U.S. Navy Rear John Lorimer Worden and wife, Olivia Akin Toffey Worden, down town Route 22, Pawling, N.Y.
The Duchess County, 83 E Main Street, Route 22 in cemetery, Great-Grand Childres: First; Danial Toffey IIGeorge Toffey Jr.; William Vermily Toffey I (uncle to grandfather, William Vermilye Toffey II, burial site Green-Wood Cemetery in Brooklyn, N.Y.); Mary Toffey and husband, William Bailey Wheeler; [My hero] John James (Civil War Army) and wife Mary Sip Toffey. John’s father, George Akin and Mary DeReimer Cooks Toffey. Next stone in front, George sister, Olivia Akin Toffey and husband John Lorimer Worden in Civil War Navy.
In Civil War battles ironclad warships, United States Navy Rear Admiral John Lorimer Worden, USS Monitor, and great brother, Daniel Toffey II, clerk, C.S.S. on the Monitor.
Confederate ironclad in Virginia, dawn, on March 9, 1862, Americancivilwar.com/Monitor, Union Navy Ship, action between USS Monitor and Merrimack, C.S.S. Virginia. Well love captain, John Lorimer Worden, the Union Navy's own ironclad, voyage from New York. "USS Monitor Officer", 1 of 12 picture, "John Lorimer Worden." Down, 1 of three pictures, "USS Monitor Crew," 1 of twenty pictures, "Daniel Toffey II," USS Monitor. YouTube, USS Monitor, mariner's museum, September 17, 2012, Virginia!
John Lorimer Worden: Amzon.com/John Lorimer Worden: "Ironclad: The Monitor & The Merrimack" - $17.95 paperback. (In Pennsauken home, "Ironclad: The Monitor & The Merrimack," in shelf [2/14.)

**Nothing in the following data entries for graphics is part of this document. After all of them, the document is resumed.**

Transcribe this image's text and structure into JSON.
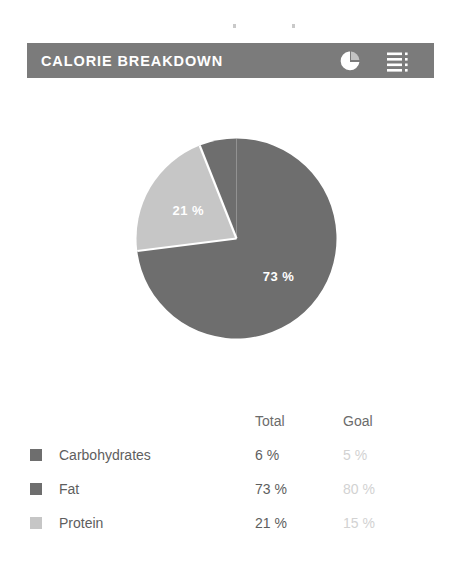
{
  "header": {
    "title": "CALORIE BREAKDOWN",
    "bar_color": "#7b7b7b",
    "title_color": "#ffffff",
    "pie_icon": "pie-chart-icon",
    "list_icon": "list-menu-icon"
  },
  "chart_data": {
    "type": "pie",
    "title": "CALORIE BREAKDOWN",
    "categories": [
      "Carbohydrates",
      "Fat",
      "Protein"
    ],
    "values": [
      6,
      73,
      21
    ],
    "unit": "%",
    "colors": [
      "#6e6e6e",
      "#6e6e6e",
      "#c6c6c6"
    ],
    "slice_labels": [
      {
        "category": "Fat",
        "text": "73 %",
        "value": 73
      },
      {
        "category": "Protein",
        "text": "21 %",
        "value": 21
      }
    ],
    "legend_position": "bottom",
    "grid": false,
    "xlabel": "",
    "ylabel": ""
  },
  "legend": {
    "columns": [
      "",
      "Total",
      "Goal"
    ],
    "header": {
      "name": "",
      "total": "Total",
      "goal": "Goal"
    },
    "rows": [
      {
        "swatch_color": "#6e6e6e",
        "name": "Carbohydrates",
        "total": "6 %",
        "goal": "5 %"
      },
      {
        "swatch_color": "#6e6e6e",
        "name": "Fat",
        "total": "73 %",
        "goal": "80 %"
      },
      {
        "swatch_color": "#c6c6c6",
        "name": "Protein",
        "total": "21 %",
        "goal": "15 %"
      }
    ]
  }
}
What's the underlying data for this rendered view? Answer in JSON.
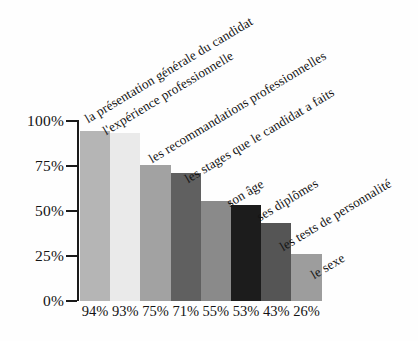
{
  "chart_data": {
    "type": "bar",
    "title": "",
    "subtitle": "",
    "xlabel": "",
    "ylabel": "",
    "ylim": [
      0,
      100
    ],
    "grid": false,
    "legend_position": "none",
    "axis_ticks": [
      "0%",
      "25%",
      "50%",
      "75%",
      "100%"
    ],
    "axis_tick_values": [
      0,
      25,
      50,
      75,
      100
    ],
    "categories": [
      "la présentation générale du candidat",
      "l'expérience professionnelle",
      "les recommandations professionnelles",
      "les stages que le candidat a faits",
      "son âge",
      "ses diplômes",
      "les tests de personnalité",
      "le sexe"
    ],
    "values": [
      94,
      93,
      75,
      71,
      55,
      53,
      43,
      26
    ],
    "value_labels": [
      "94%",
      "93%",
      "75%",
      "71%",
      "55%",
      "53%",
      "43%",
      "26%"
    ],
    "bar_colors": [
      "#b5b5b5",
      "#eaeaea",
      "#a2a2a2",
      "#606060",
      "#8a8a8a",
      "#1c1c1c",
      "#555555",
      "#9d9d9d"
    ],
    "axis_color": "#1a1a1a",
    "background_color": "#fefefe",
    "text_color": "#131313"
  }
}
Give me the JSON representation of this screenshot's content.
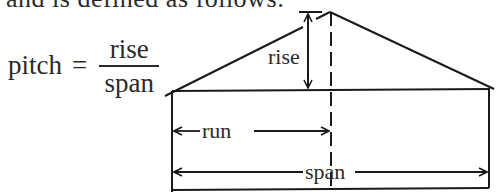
{
  "intro_text": "and is defined as follows:",
  "formula": {
    "lhs": "pitch",
    "equals": "=",
    "numerator": "rise",
    "denominator": "span"
  },
  "diagram": {
    "labels": {
      "rise": "rise",
      "run": "run",
      "span": "span"
    },
    "colors": {
      "line": "#1a1a1a",
      "text": "#2a2a2a",
      "background": "#ffffff"
    }
  }
}
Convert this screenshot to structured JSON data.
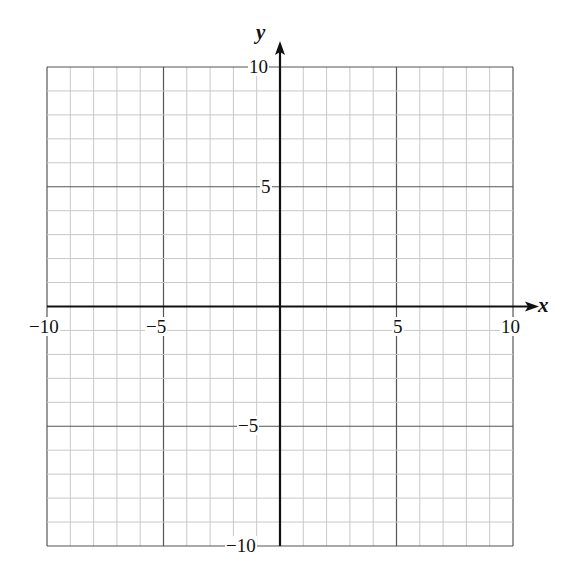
{
  "chart_data": {
    "type": "scatter",
    "title": "",
    "xlabel": "x",
    "ylabel": "y",
    "xlim": [
      -10,
      10
    ],
    "ylim": [
      -10,
      10
    ],
    "grid": true,
    "minor_grid_step": 1,
    "major_grid_step": 5,
    "x_ticks": [
      "−10",
      "−5",
      "5",
      "10"
    ],
    "y_ticks": [
      "10",
      "5",
      "−5",
      "−10"
    ],
    "series": [],
    "legend": null
  },
  "labels": {
    "x_axis": "x",
    "y_axis": "y",
    "xt_m10": "−10",
    "xt_m5": "−5",
    "xt_5": "5",
    "xt_10": "10",
    "yt_10": "10",
    "yt_5": "5",
    "yt_m5": "−5",
    "yt_m10": "−10"
  },
  "colors": {
    "minor_grid": "#c8c8c8",
    "major_grid": "#555555",
    "axis": "#111111"
  }
}
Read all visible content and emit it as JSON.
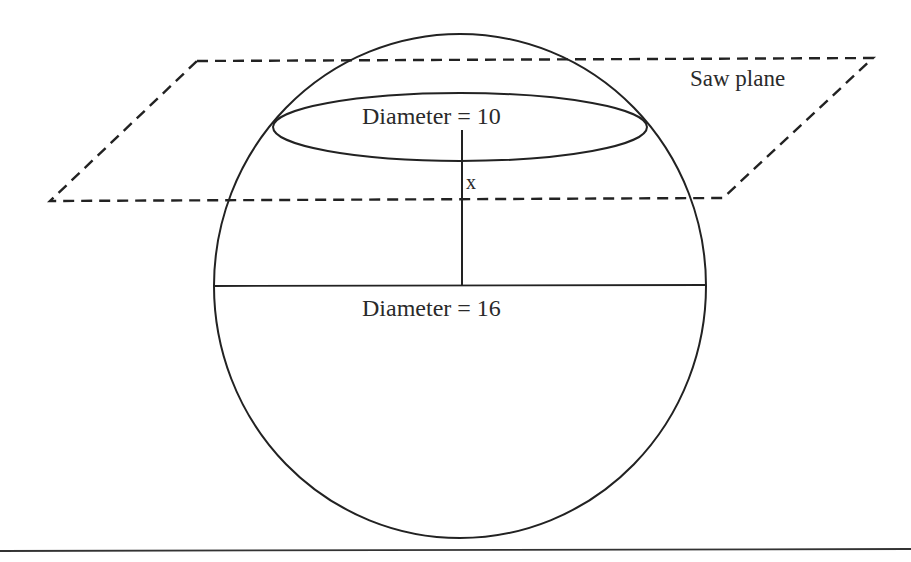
{
  "diagram": {
    "labels": {
      "saw_plane": "Saw plane",
      "small_diameter": "Diameter = 10",
      "large_diameter": "Diameter = 16",
      "distance": "x"
    },
    "colors": {
      "stroke": "#222222",
      "text": "#2a2a2a",
      "background": "#ffffff"
    }
  }
}
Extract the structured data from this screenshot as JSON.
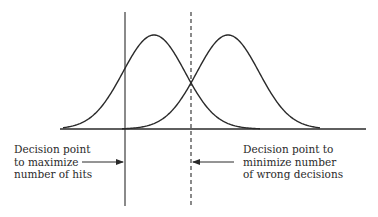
{
  "diagram": {
    "type": "signal-detection-distributions",
    "distributions": [
      {
        "name": "noise",
        "peak_position": "left"
      },
      {
        "name": "signal",
        "peak_position": "right"
      }
    ],
    "decision_points": [
      {
        "name": "maximize-hits",
        "style": "solid",
        "label_lines": [
          "Decision point",
          "to maximize",
          "number of hits"
        ]
      },
      {
        "name": "minimize-wrong-decisions",
        "style": "dashed",
        "label_lines": [
          "Decision point to",
          "minimize number",
          "of wrong decisions"
        ]
      }
    ],
    "colors": {
      "line": "#2a2a2a",
      "background": "#ffffff"
    }
  }
}
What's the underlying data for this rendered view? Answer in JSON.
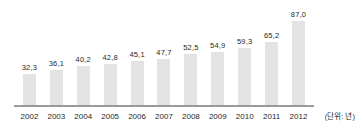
{
  "chart_data": {
    "type": "bar",
    "categories": [
      "2002",
      "2003",
      "2004",
      "2005",
      "2006",
      "2007",
      "2008",
      "2009",
      "2010",
      "2011",
      "2012"
    ],
    "values": [
      32.3,
      36.1,
      40.2,
      42.8,
      45.1,
      47.7,
      52.5,
      54.9,
      59.3,
      65.2,
      87.0
    ],
    "value_labels": [
      "32,3",
      "36,1",
      "40,2",
      "42,8",
      "45,1",
      "47,7",
      "52,5",
      "54,9",
      "59,3",
      "65,2",
      "87,0"
    ],
    "title": "",
    "xlabel": "",
    "ylabel": "",
    "unit_label": "(단위: 년)",
    "ylim": [
      0,
      90
    ],
    "grid": false,
    "legend_position": "none",
    "colors": {
      "bar": "#e3e3e3",
      "axis_line": "#9a9a9a",
      "text": "#1f1f1f",
      "background": "#ffffff"
    }
  }
}
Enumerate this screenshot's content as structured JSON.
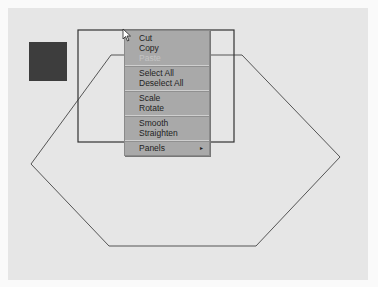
{
  "canvas": {
    "background": "#e6e6e6"
  },
  "swatch": {
    "color": "#3d3d3d"
  },
  "context_menu": {
    "groups": [
      {
        "items": [
          {
            "label": "Cut"
          },
          {
            "label": "Copy"
          },
          {
            "label": "Paste",
            "disabled": true
          }
        ]
      },
      {
        "items": [
          {
            "label": "Select All"
          },
          {
            "label": "Deselect All"
          }
        ]
      },
      {
        "items": [
          {
            "label": "Scale"
          },
          {
            "label": "Rotate"
          }
        ]
      },
      {
        "items": [
          {
            "label": "Smooth"
          },
          {
            "label": "Straighten"
          }
        ]
      },
      {
        "items": [
          {
            "label": "Panels",
            "submenu": true,
            "arrow": "▸"
          }
        ]
      }
    ]
  }
}
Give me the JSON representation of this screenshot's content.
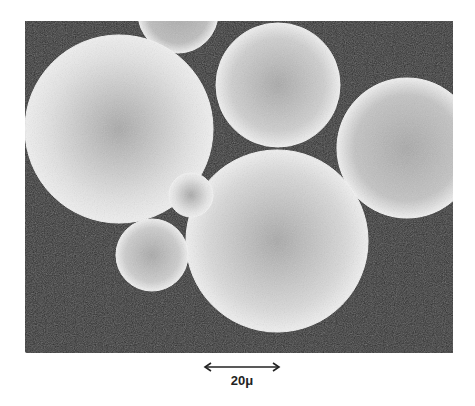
{
  "figure": {
    "background_color": "#2e2e2e",
    "sphere_color": "#d8d8d8",
    "spheres": [
      {
        "cx": 178,
        "cy": 13,
        "r": 40,
        "shade": "#bdbdbd"
      },
      {
        "cx": 119,
        "cy": 129,
        "r": 94,
        "shade": "#e2e2e2"
      },
      {
        "cx": 278,
        "cy": 85,
        "r": 62,
        "shade": "#cfcfcf"
      },
      {
        "cx": 407,
        "cy": 148,
        "r": 70,
        "shade": "#c4c4c4"
      },
      {
        "cx": 277,
        "cy": 241,
        "r": 91,
        "shade": "#d9d9d9"
      },
      {
        "cx": 152,
        "cy": 255,
        "r": 36,
        "shade": "#cdcdcd"
      },
      {
        "cx": 191,
        "cy": 195,
        "r": 22,
        "shade": "#e4e4e4"
      },
      {
        "cx": -20,
        "cy": 395,
        "r": 62,
        "shade": "#dcdcdc"
      }
    ]
  },
  "scale_bar": {
    "label": "20μ",
    "length_px": 74
  }
}
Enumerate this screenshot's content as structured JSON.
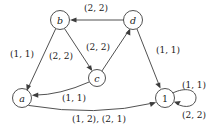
{
  "figure": {
    "type": "directed-graph",
    "title": "",
    "width": 217,
    "height": 134,
    "background_color": "#ffffff",
    "stroke_color": "#3d3d3d",
    "text_color": "#1a1a1a"
  },
  "nodes": [
    {
      "id": "b",
      "label": "b",
      "x": 60,
      "y": 20,
      "r": 9.5,
      "italic": true
    },
    {
      "id": "d",
      "label": "d",
      "x": 133,
      "y": 20,
      "r": 9.5,
      "italic": true
    },
    {
      "id": "c",
      "label": "c",
      "x": 97,
      "y": 78,
      "r": 8.5,
      "italic": true
    },
    {
      "id": "a",
      "label": "a",
      "x": 22,
      "y": 98,
      "r": 9.5,
      "italic": true
    },
    {
      "id": "1",
      "label": "1",
      "x": 165,
      "y": 98,
      "r": 9.5,
      "italic": false
    }
  ],
  "edges": [
    {
      "id": "d-to-b",
      "from": "d",
      "to": "b",
      "label": "(2, 2)",
      "label_x": 96,
      "label_y": 8
    },
    {
      "id": "b-to-a",
      "from": "b",
      "to": "a",
      "label": "(1, 1)",
      "label_x": 22,
      "label_y": 54
    },
    {
      "id": "b-to-c",
      "from": "b",
      "to": "c",
      "label": "(2, 2)",
      "label_x": 61,
      "label_y": 56
    },
    {
      "id": "c-to-d",
      "from": "c",
      "to": "d",
      "label": "(2, 2)",
      "label_x": 98,
      "label_y": 47
    },
    {
      "id": "d-to-1",
      "from": "d",
      "to": "1",
      "label": "(1, 1)",
      "label_x": 168,
      "label_y": 50
    },
    {
      "id": "c-to-a",
      "from": "c",
      "to": "a",
      "label": "(1, 1)",
      "label_x": 74,
      "label_y": 98
    },
    {
      "id": "a-to-1",
      "from": "a",
      "to": "1",
      "label": "(1, 2), (2, 1)",
      "label_x": 99,
      "label_y": 119
    },
    {
      "id": "1-self-top",
      "from": "1",
      "to": "1",
      "label": "(1, 1)",
      "label_x": 194,
      "label_y": 85
    },
    {
      "id": "1-self-bottom",
      "from": "1",
      "to": "1",
      "label": "(2, 2)",
      "label_x": 194,
      "label_y": 115
    }
  ]
}
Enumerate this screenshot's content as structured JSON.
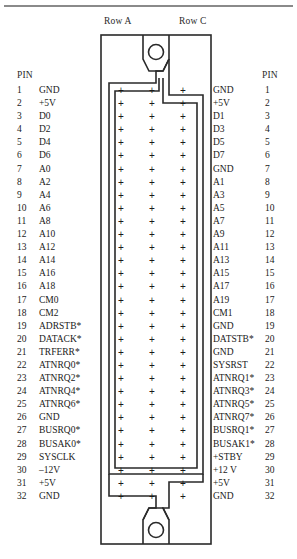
{
  "diagram": {
    "row_headers": {
      "row_a": "Row A",
      "row_c": "Row C"
    },
    "pin_heading_left": "PIN",
    "pin_heading_right": "PIN",
    "contact_columns": [
      "A",
      "B",
      "C"
    ],
    "contact_marker": "+",
    "colors": {
      "line": "#2a2a2a",
      "rule": "#8a8a8a",
      "text": "#1a1a1a",
      "background": "#ffffff"
    }
  },
  "left_column": [
    {
      "pin": "1",
      "signal": "GND"
    },
    {
      "pin": "2",
      "signal": "+5V"
    },
    {
      "pin": "3",
      "signal": "D0"
    },
    {
      "pin": "4",
      "signal": "D2"
    },
    {
      "pin": "5",
      "signal": "D4"
    },
    {
      "pin": "6",
      "signal": "D6"
    },
    {
      "pin": "7",
      "signal": "A0"
    },
    {
      "pin": "8",
      "signal": "A2"
    },
    {
      "pin": "9",
      "signal": "A4"
    },
    {
      "pin": "10",
      "signal": "A6"
    },
    {
      "pin": "11",
      "signal": "A8"
    },
    {
      "pin": "12",
      "signal": "A10"
    },
    {
      "pin": "13",
      "signal": "A12"
    },
    {
      "pin": "14",
      "signal": "A14"
    },
    {
      "pin": "15",
      "signal": "A16"
    },
    {
      "pin": "16",
      "signal": "A18"
    },
    {
      "pin": "17",
      "signal": "CM0"
    },
    {
      "pin": "18",
      "signal": "CM2"
    },
    {
      "pin": "19",
      "signal": "ADRSTB*"
    },
    {
      "pin": "20",
      "signal": "DATACK*"
    },
    {
      "pin": "21",
      "signal": "TRFERR*"
    },
    {
      "pin": "22",
      "signal": "ATNRQ0*"
    },
    {
      "pin": "23",
      "signal": "ATNRQ2*"
    },
    {
      "pin": "24",
      "signal": "ATNRQ4*"
    },
    {
      "pin": "25",
      "signal": "ATNRQ6*"
    },
    {
      "pin": "26",
      "signal": "GND"
    },
    {
      "pin": "27",
      "signal": "BUSRQ0*"
    },
    {
      "pin": "28",
      "signal": "BUSAK0*"
    },
    {
      "pin": "29",
      "signal": "SYSCLK"
    },
    {
      "pin": "30",
      "signal": "–12V"
    },
    {
      "pin": "31",
      "signal": "+5V"
    },
    {
      "pin": "32",
      "signal": "GND"
    }
  ],
  "right_column": [
    {
      "signal": "GND",
      "pin": "1"
    },
    {
      "signal": "+5V",
      "pin": "2"
    },
    {
      "signal": "D1",
      "pin": "3"
    },
    {
      "signal": "D3",
      "pin": "4"
    },
    {
      "signal": "D5",
      "pin": "5"
    },
    {
      "signal": "D7",
      "pin": "6"
    },
    {
      "signal": "GND",
      "pin": "7"
    },
    {
      "signal": "A1",
      "pin": "8"
    },
    {
      "signal": "A3",
      "pin": "9"
    },
    {
      "signal": "A5",
      "pin": "10"
    },
    {
      "signal": "A7",
      "pin": "11"
    },
    {
      "signal": "A9",
      "pin": "12"
    },
    {
      "signal": "A11",
      "pin": "13"
    },
    {
      "signal": "A13",
      "pin": "14"
    },
    {
      "signal": "A15",
      "pin": "15"
    },
    {
      "signal": "A17",
      "pin": "16"
    },
    {
      "signal": "A19",
      "pin": "17"
    },
    {
      "signal": "CM1",
      "pin": "18"
    },
    {
      "signal": "GND",
      "pin": "19"
    },
    {
      "signal": "DATSTB*",
      "pin": "20"
    },
    {
      "signal": "GND",
      "pin": "21"
    },
    {
      "signal": "SYSRST",
      "pin": "22"
    },
    {
      "signal": "ATNRQ1*",
      "pin": "23"
    },
    {
      "signal": "ATNRQ3*",
      "pin": "24"
    },
    {
      "signal": "ATNRQ5*",
      "pin": "25"
    },
    {
      "signal": "ATNRQ7*",
      "pin": "26"
    },
    {
      "signal": "BUSRQ1*",
      "pin": "27"
    },
    {
      "signal": "BUSAK1*",
      "pin": "28"
    },
    {
      "signal": "+STBY",
      "pin": "29"
    },
    {
      "signal": "+12 V",
      "pin": "30"
    },
    {
      "signal": "+5V",
      "pin": "31"
    },
    {
      "signal": "GND",
      "pin": "32"
    }
  ]
}
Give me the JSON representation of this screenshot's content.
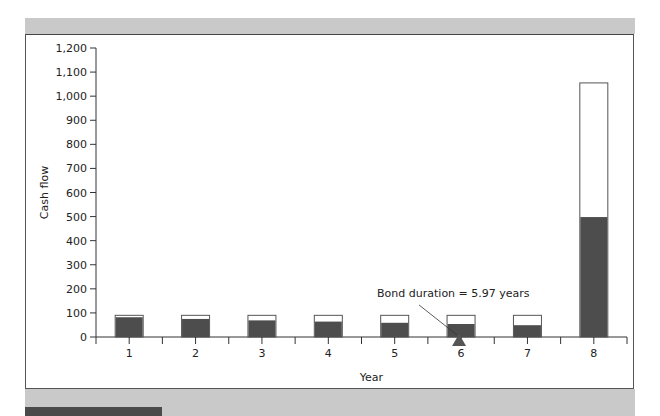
{
  "chart_data": {
    "type": "bar",
    "stacked": true,
    "title": "",
    "xlabel": "Year",
    "ylabel": "Cash flow",
    "ylim": [
      0,
      1200
    ],
    "yticks": [
      "0",
      "100",
      "200",
      "300",
      "400",
      "500",
      "600",
      "700",
      "800",
      "900",
      "1,000",
      "1,100",
      "1,200"
    ],
    "categories": [
      "1",
      "2",
      "3",
      "4",
      "5",
      "6",
      "7",
      "8"
    ],
    "series": [
      {
        "name": "Present value of cash flow",
        "color": "#4d4d4d",
        "values": [
          82,
          75,
          69,
          64,
          59,
          54,
          49,
          498
        ]
      },
      {
        "name": "Cash flow",
        "color": "#ffffff",
        "values": [
          90,
          90,
          90,
          90,
          90,
          90,
          90,
          1055
        ]
      }
    ],
    "annotations": [
      {
        "text": "Bond duration = 5.97 years",
        "x": 5.97,
        "marker": "triangle"
      }
    ],
    "grid": false,
    "legend": "none"
  },
  "labels": {
    "ylabel": "Cash flow",
    "xlabel": "Year",
    "annotation": "Bond duration = 5.97 years"
  }
}
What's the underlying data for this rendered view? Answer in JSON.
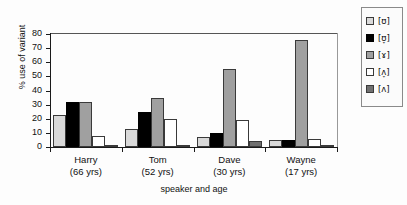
{
  "chart_data": {
    "type": "bar",
    "title": "",
    "xlabel": "speaker and age",
    "ylabel": "% use of variant",
    "ylim": [
      0,
      80
    ],
    "yticks": [
      0,
      10,
      20,
      30,
      40,
      50,
      60,
      70,
      80
    ],
    "grid": false,
    "legend_position": "right",
    "categories": [
      "Harry\n(66 yrs)",
      "Tom\n(52 yrs)",
      "Dave\n(30 yrs)",
      "Wayne\n(17 yrs)"
    ],
    "category_names": [
      "Harry",
      "Tom",
      "Dave",
      "Wayne"
    ],
    "category_ages": [
      "(66 yrs)",
      "(52 yrs)",
      "(30 yrs)",
      "(17 yrs)"
    ],
    "series": [
      {
        "name": "[ʊ]",
        "color": "#d9d9d9",
        "values": [
          23,
          13,
          7,
          5
        ]
      },
      {
        "name": "[ʊ̞]",
        "color": "#000000",
        "values": [
          32,
          25,
          10,
          5
        ]
      },
      {
        "name": "[ɤ]",
        "color": "#a0a0a0",
        "values": [
          32,
          35,
          55,
          76
        ]
      },
      {
        "name": "[ʌ̞]",
        "color": "#ffffff",
        "values": [
          8,
          20,
          19,
          6
        ]
      },
      {
        "name": "[ʌ]",
        "color": "#707070",
        "values": [
          1,
          1,
          4,
          1
        ]
      }
    ]
  },
  "axes": {
    "y_title": "% use of variant",
    "x_title": "speaker and age",
    "y_tick_labels": [
      "80",
      "70",
      "60",
      "50",
      "40",
      "30",
      "20",
      "10",
      "0"
    ]
  },
  "legend": {
    "items": [
      {
        "label": "[ʊ]",
        "swatch": "#d9d9d9"
      },
      {
        "label": "[ʊ̞]",
        "swatch": "#000000"
      },
      {
        "label": "[ɤ]",
        "swatch": "#a0a0a0"
      },
      {
        "label": "[ʌ̞]",
        "swatch": "#ffffff"
      },
      {
        "label": "[ʌ]",
        "swatch": "#707070"
      }
    ]
  }
}
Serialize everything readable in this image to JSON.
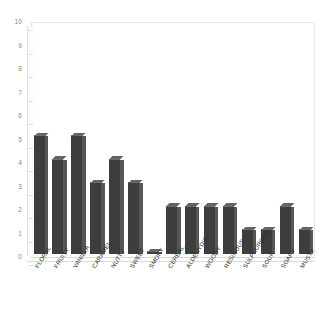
{
  "chart_data": {
    "type": "bar",
    "title": "",
    "subtitle": "",
    "xlabel": "",
    "ylabel": "",
    "ylim": [
      0,
      10
    ],
    "ytick_step": 1,
    "yticks": [
      "0",
      "1",
      "2",
      "3",
      "4",
      "5",
      "6",
      "7",
      "8",
      "9",
      "10"
    ],
    "grid": false,
    "legend": null,
    "legend_position": "none",
    "bar_color": "#3d3d3d",
    "bar_side_color": "#565656",
    "bar_top_color": "#636363",
    "frame_color": "#dedede",
    "tick_label_color": "#8a8a8a",
    "category_label_color": "#2b2b2b",
    "category_label_rotation": -58,
    "categories": [
      "FLORAL",
      "FRUITY",
      "VANILLA",
      "CARAMEL",
      "NUTTY",
      "SWEET",
      "SMOKY",
      "CEREAL",
      "ALDEHYDIC",
      "WOODY",
      "RESINOUS",
      "SULPHUROUS",
      "SOUR",
      "SOAPY",
      "MUSTY"
    ],
    "values": [
      5,
      4,
      5,
      3,
      4,
      3,
      0,
      2,
      2,
      2,
      2,
      1,
      1,
      2,
      1
    ]
  }
}
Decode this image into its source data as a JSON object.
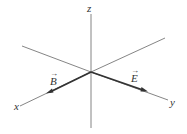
{
  "diagram": {
    "origin": {
      "x": 91,
      "y": 72
    },
    "axes": [
      {
        "name": "z",
        "label": "z",
        "from": {
          "x": 91,
          "y": 14
        },
        "to": {
          "x": 91,
          "y": 128
        }
      },
      {
        "name": "x",
        "label": "x",
        "from": {
          "x": 91,
          "y": 72
        },
        "to": {
          "x": 20,
          "y": 106
        }
      },
      {
        "name": "x-back",
        "label": "",
        "from": {
          "x": 91,
          "y": 72
        },
        "to": {
          "x": 22,
          "y": 46
        }
      },
      {
        "name": "y",
        "label": "y",
        "from": {
          "x": 91,
          "y": 72
        },
        "to": {
          "x": 168,
          "y": 100
        }
      },
      {
        "name": "y-back",
        "label": "",
        "from": {
          "x": 91,
          "y": 72
        },
        "to": {
          "x": 165,
          "y": 38
        }
      }
    ],
    "vectors": [
      {
        "name": "B",
        "label": "B",
        "from": {
          "x": 91,
          "y": 72
        },
        "to": {
          "x": 49,
          "y": 92
        }
      },
      {
        "name": "E",
        "label": "E",
        "from": {
          "x": 91,
          "y": 72
        },
        "to": {
          "x": 145,
          "y": 91
        }
      }
    ],
    "colors": {
      "axis": "#777777",
      "vector": "#333333",
      "text": "#333333"
    }
  }
}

Daniel Toffey, Clerk; Monitor - Ironclad: "As the battle progressed, it became obvious to the men in the Monitor that there were some serious drawbacks in Eriksson's revolutionary design. One of the problems to manifest itself concerned the communications link between the two most vital areas of the ship, the pilothouse and the gun turret. Early in the action the speaking tube link broke down, and two of the ship's officers, Lieutenant Keeler and the captain's clerk, Daniel Toffey, were assigned to run back and forth between the polot-house and the turret to relay orders from the captain. As Lieutenant Greene, in the turret, described it, "The situation was novel: a vessel of war was engaged in desperate combat with a powerful foe, the captain, commanding and guiding, was enclosed in one place, and the executive officer, working and fighting the guns, was shut up in another." Greene was quick to prick to praise Keeler and Toffey for their zeal and alacrity, "but both being landsmen, our technical communications sometimes miscarried." [Book: "MONITOR; James Tertius DeKey - The Story of the Legendary Civil War Ironclad."; Daniel Toffey, 188-189 pages (end, 236 pages)]
"The men working the gun stripped to the waist as the heat from engine, boilers, and guns rose inside the turret… Worden the effect it had, if any. Yat, he found that Keeler, assisted by D. Toffey [Daniel Toffey[, Worden's clerk, did the work 'with zeal and alacrity,' though he notices that, both of them being un experienced at sea..."
[Book: "Duel Between the First Ironclads," by William C. Davis. Great grand brother, Daniel Toffey, 123 (end, 201 pages) [2014].